Common mistakes I see on most new Shoptet stores
- VAT set up after the products — hell on earth.
- No category descriptions — SEO suffers and Google has nothing to index.
- Default system texts — the brand stays silent where it should speak. A wasted peak-end moment.
- Missing EAN codes — the products don't exist on comparison sites.
- Unsecured payments (HTTPS missing on subpages) — customers see "not secure" in the address bar and trust vanishes instantly.
- Migrated or custom-edited templates sometimes have an order button whose text doesn't comply with the "button" amendment — Shoptet implemented the amendment system-wide, but with legacy edits it's worth going through the entire checkout as a customer and verifying how the button actually reads.
- A non-compliant cookie bar — a fine from the Czech data-protection authority (ÚOOÚ), and a topic the regulator is actively targeting these days.
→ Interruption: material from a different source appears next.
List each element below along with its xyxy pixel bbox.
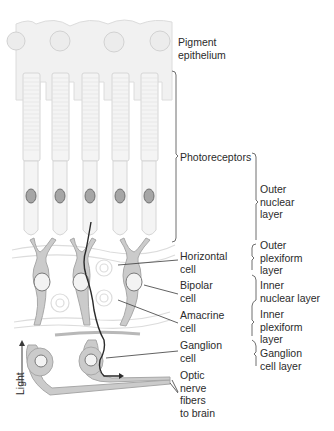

- No test of the mobile flow — customers are the first to see the bugs.
The full series: How to start an online store in 2026
This article is part of a seven-part series on starting an online store in 2026. The other parts:
- How to start an online store in 2026 — the complete guide
- Shoptet from A to Z — complete technical setup (you're reading it)
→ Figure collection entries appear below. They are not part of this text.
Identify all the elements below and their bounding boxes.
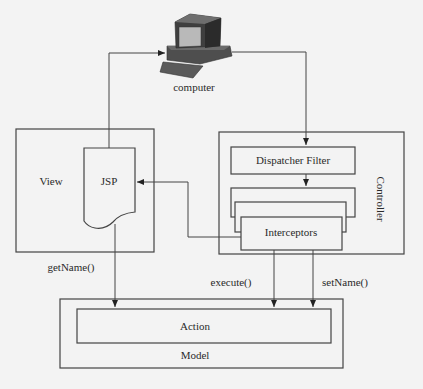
view-label: View <box>39 175 62 187</box>
execute-label: execute() <box>211 276 252 289</box>
edge-jsp-to-computer <box>109 53 165 148</box>
computer-label: computer <box>173 81 215 93</box>
jsp-document <box>84 148 135 228</box>
action-label: Action <box>180 320 210 332</box>
set-name-label: setName() <box>322 276 368 289</box>
get-name-label: getName() <box>47 261 94 274</box>
interceptors-label: Interceptors <box>265 226 318 238</box>
jsp-label: JSP <box>101 175 118 187</box>
controller-label: Controller <box>375 176 387 222</box>
edge-interceptors-to-jsp <box>137 182 241 237</box>
mvc-struts-diagram: computer View JSP getName() Controller D… <box>0 0 423 389</box>
edge-computer-to-dispatcher <box>232 52 306 145</box>
model-label: Model <box>181 349 210 361</box>
dispatcher-filter-label: Dispatcher Filter <box>256 154 331 166</box>
computer-icon <box>160 14 232 78</box>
- E-commerce legal requirements 2026 — the complete checklist
- E-commerce tracking from scratch — GA4, Meta Pixel, GTM
- Shipping, payments and logistics for your store
- Social media and XML feeds for your store
- Post-launch growth and CRO for your store
FAQ
How much does Shoptet cost per month?
Shoptet is a subscription service with several tiers, from a free or entry-level plan for small stores up to Business and Enterprise for large catalogs. The price depends on the number of products, orders and integrations. Because the figures change, check the current pricing on shoptet.cz — for a new store, one of the lower-to-mid tiers is usually enough for the first year.
In what order should you set up Shoptet?
The right order: 1) plan and domain, 2) template and appearance, 3) categories (before products!), 4) VAT and taxes, 5) products, 6) SEO, 7) content pages, 8) test order. If you set up VAT AFTER the products, you have to recalculate every price by hand — with 800 products, that's a whole weekend's work.
How many categories should a small store have?
At most 7 main categories (Miller's magic number). Less is more. If a category hasn't sold in three months, merge it with another. Keep the tree to 3 levels max (main → subcategory → filter). Deeper trees are an SEO anti-pattern and customers get lost in them.
Do I need hosting with Shoptet?
No. Shoptet is a cloud service — hosting, security, backups and SSL are all part of the plan. The only thing you need on top is a domain (a small annual fee from a registrar such as Subreg or Forpsi). You just point the domain to Shoptet via DNS records.
What's the most common mistake with a Shoptet template?
People buy a paid template but never edit the small texts — a "Buy" button instead of "Add to cart", default text in the dispatch emails, generic About and Shipping pages. A template is just a skeleton — 80% of the work is in the copy, the photos and the details that Shoptet doesn't provide by default.